I recommend reading this article for more information on react rendering: https://www.codebeast.dev/usestate-vs-useref-re-render-or-not/

React check if component is in focus from a TabView

I have a TabView component that has multiple tabs containing components. These components have entire hierarchies of other components. How could I know from any child component nested arbitrarily deep in one of these hierarchies whether or not it's parent tab is in focus in the TabView?
Preferably, I would want to implement this similar to react-navigation's withNavigationFocus (or an equivalent hook) so that any component can know if it's in tab focus without having to pass props down the chain of components. I'm thinking you could have a TabViewContext that components can register themselves as focus listeners to by doing a useContext. The TabViewContext would be provided by the TabView and the TabView would be responsible for determining what registered listeners are in focus when tabs change. My dilemma is I don't know how the TabView could determine efficiently what nested child components come into focus when the tab changes. Any ideas?
In case the other parent tabs are hidden, you could test for visibility in plain JS, rather than have a much more complex solution...
Checkout this answer on how to do this.
So components that care about the visibility of their parent tab could use a ref for their own DOM elements and test whether they're visible or not. You could build this into a simple helper function or a hook
EDIT:
I'd suggest going with something like this:
Each Tab will provide a context with method for any descendant to register a callback that will be called when the Tab is hidden. The TabView can pass a "isVisible" prop to each tab (if it doesn't already), so Tab can know when its display changes.
When a Tab changes from visible to hidden.
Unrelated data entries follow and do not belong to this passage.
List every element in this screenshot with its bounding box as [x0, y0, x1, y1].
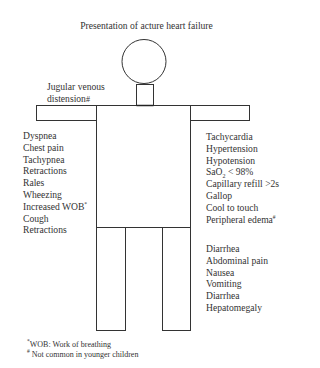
- abdominal-symptoms-list: Diarrhea Abdominal pain Nausea Vomiting …: [206, 243, 268, 314]
- list-item: Gallop: [206, 190, 279, 202]
- neck-shape: [137, 85, 154, 106]
- list-item: Peripheral edema#: [206, 214, 279, 226]
- list-item: Hepatomegaly: [206, 302, 268, 314]
- right-arm-shape: [191, 106, 250, 121]
- list-item: Retractions: [23, 165, 87, 177]
- jvd-marker: #: [86, 95, 90, 104]
- right-leg-shape: [163, 228, 191, 331]
- list-item: Wheezing: [23, 189, 87, 201]
- chest-symptoms-list: Dyspnea Chest pain Tachypnea Retractions…: [23, 130, 87, 236]
- footnotes: *WOB: Work of breathing # Not common in …: [27, 340, 138, 360]
- list-item: SaO2 < 98%: [206, 166, 279, 178]
- list-item: Chest pain: [23, 142, 87, 154]
- list-item: Tachycardia: [206, 131, 279, 143]
- list-item: Dyspnea: [23, 130, 87, 142]
- list-item: Diarrhea: [206, 243, 268, 255]
- list-item: Retractions: [23, 224, 87, 236]
- list-item: Capillary refill >2s: [206, 178, 279, 190]
- footnote-marker: *: [84, 201, 87, 207]
- footnote-marker: #: [273, 213, 276, 219]
- head-shape: [122, 40, 166, 84]
- torso-shape: [97, 106, 191, 228]
- list-item: Rales: [23, 177, 87, 189]
- footnote-wob: *WOB: Work of breathing: [27, 340, 138, 350]
- list-item: Abdominal pain: [206, 255, 268, 267]
- list-item: Vomiting: [206, 278, 268, 290]
- list-item: Tachypnea: [23, 154, 87, 166]
- jvd-label: Jugular venous distension#: [47, 81, 105, 106]
- list-item: Increased WOB*: [23, 201, 87, 213]
- cardiac-signs-list: Tachycardia Hypertension Hypotension SaO…: [206, 131, 279, 225]
- list-item: Hypertension: [206, 143, 279, 155]
- list-item: Cool to touch: [206, 202, 279, 214]
- jvd-label-line2: distension: [47, 93, 86, 104]
- footnote-younger-children: # Not common in younger children: [27, 350, 138, 360]
- list-item: Hypotension: [206, 155, 279, 167]
- jvd-label-line1: Jugular venous: [47, 81, 105, 93]
- left-leg-shape: [97, 228, 126, 331]
- list-item: Nausea: [206, 267, 268, 279]
- list-item: Cough: [23, 213, 87, 225]
- left-arm-shape: [37, 106, 97, 121]
- list-item: Diarrhea: [206, 290, 268, 302]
All registered callbacks will be called.
I would of course write a hook or a helper function to create this TabVisibilty context so each Tab component can use it in a reusable manner.

Sharing state between all instances of same component?
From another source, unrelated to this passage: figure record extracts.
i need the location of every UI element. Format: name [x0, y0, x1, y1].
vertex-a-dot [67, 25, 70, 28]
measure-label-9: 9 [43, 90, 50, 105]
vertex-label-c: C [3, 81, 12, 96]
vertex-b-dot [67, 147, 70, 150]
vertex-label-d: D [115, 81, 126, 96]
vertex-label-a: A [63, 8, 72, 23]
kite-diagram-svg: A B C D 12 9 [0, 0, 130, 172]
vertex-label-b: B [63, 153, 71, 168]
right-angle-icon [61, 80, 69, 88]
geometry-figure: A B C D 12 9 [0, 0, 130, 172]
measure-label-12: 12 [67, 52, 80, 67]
I have a Tooltip component that when hovered displays a simple tooltip.
When you mouseLeave the component, a setTimeout fires, and when it ends, the tooltip is closed (setState({ open: false })).
Now I'd like to add a behavior to reflect the one of the native OS tooltips:
When you mouseLeave a tooltip, but instantly mouseEnter a different tooltip, the previous tooltip is instantly closed, and the new one gets opened.
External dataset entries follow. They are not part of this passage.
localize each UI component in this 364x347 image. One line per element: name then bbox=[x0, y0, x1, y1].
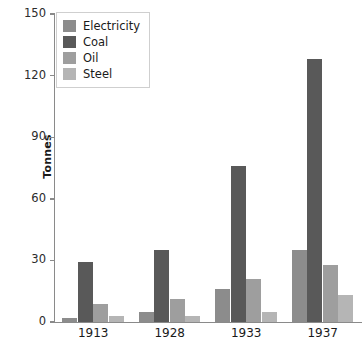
x-axis-labels: 1913192819331937 bbox=[55, 326, 361, 346]
y-tick-label: 120 bbox=[24, 68, 46, 82]
bar-coal-1928[interactable] bbox=[154, 250, 169, 322]
bar-coal-1937[interactable] bbox=[307, 59, 322, 322]
legend-swatch-icon bbox=[63, 68, 76, 80]
legend-label: Coal bbox=[83, 35, 108, 49]
y-tick-label: 0 bbox=[39, 314, 46, 328]
bar-oil-1933[interactable] bbox=[246, 279, 261, 322]
x-tick-label-1933: 1933 bbox=[208, 326, 285, 340]
bar-steel-1928[interactable] bbox=[185, 316, 200, 322]
bar-oil-1913[interactable] bbox=[93, 304, 108, 322]
legend-swatch-icon bbox=[63, 36, 76, 48]
bar-group-1933 bbox=[215, 14, 277, 322]
legend-swatch-icon bbox=[63, 52, 76, 64]
bar-coal-1913[interactable] bbox=[78, 262, 93, 322]
bar-electricity-1928[interactable] bbox=[139, 312, 154, 322]
y-tick-label: 150 bbox=[24, 6, 46, 20]
y-tick-label: 30 bbox=[31, 252, 46, 266]
legend-item-steel[interactable]: Steel bbox=[63, 66, 140, 82]
bar-electricity-1933[interactable] bbox=[215, 289, 230, 322]
legend-item-oil[interactable]: Oil bbox=[63, 50, 140, 66]
bar-oil-1937[interactable] bbox=[323, 265, 338, 322]
bar-electricity-1913[interactable] bbox=[62, 318, 77, 322]
x-axis-line bbox=[54, 322, 362, 323]
legend-label: Steel bbox=[83, 67, 112, 81]
bar-group-1937 bbox=[292, 14, 354, 322]
x-tick-label-1913: 1913 bbox=[55, 326, 132, 340]
y-tick-label: 90 bbox=[31, 129, 46, 143]
legend-item-electricity[interactable]: Electricity bbox=[63, 18, 140, 34]
bar-steel-1913[interactable] bbox=[109, 316, 124, 322]
y-axis-ticks: 0306090120150 bbox=[0, 14, 55, 322]
legend-swatch-icon bbox=[63, 20, 76, 32]
x-tick-label-1937: 1937 bbox=[285, 326, 362, 340]
bar-coal-1933[interactable] bbox=[231, 166, 246, 322]
bar-steel-1933[interactable] bbox=[262, 312, 277, 322]
chart-legend: ElectricityCoalOilSteel bbox=[56, 12, 150, 88]
legend-label: Electricity bbox=[83, 19, 140, 33]
bar-steel-1937[interactable] bbox=[338, 295, 353, 322]
bar-electricity-1937[interactable] bbox=[292, 250, 307, 322]
legend-item-coal[interactable]: Coal bbox=[63, 34, 140, 50]
x-tick-label-1928: 1928 bbox=[132, 326, 209, 340]
bar-chart: Tonnes 0306090120150 1913192819331937 El… bbox=[0, 0, 364, 347]
y-tick-label: 60 bbox=[31, 191, 46, 205]
legend-label: Oil bbox=[83, 51, 98, 65]
bar-oil-1928[interactable] bbox=[170, 299, 185, 322]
To do so, I need to have a shared state between all the instances of Tooltip component. I could use Redux but it seems a bit overkill for a so simple task (I'd need a container that interacts with the store and makes an action and a property available).
Are there simpler solutions?
The best way to share information between ReactComponent is the Flux architecture. Redux is one of them.
A more simple option is to use the browser native storage used to store temporary information : it is similar to global variable but with particular scope and duration definitions.
Move the shared state into the state of the parent component of all Tooltips, have this parent define a method setWhatever to set the value, and pass this method to Tooltip components via a property. This way, children can call their setWhatever property, which is really the one of their parent, when they need to change the state.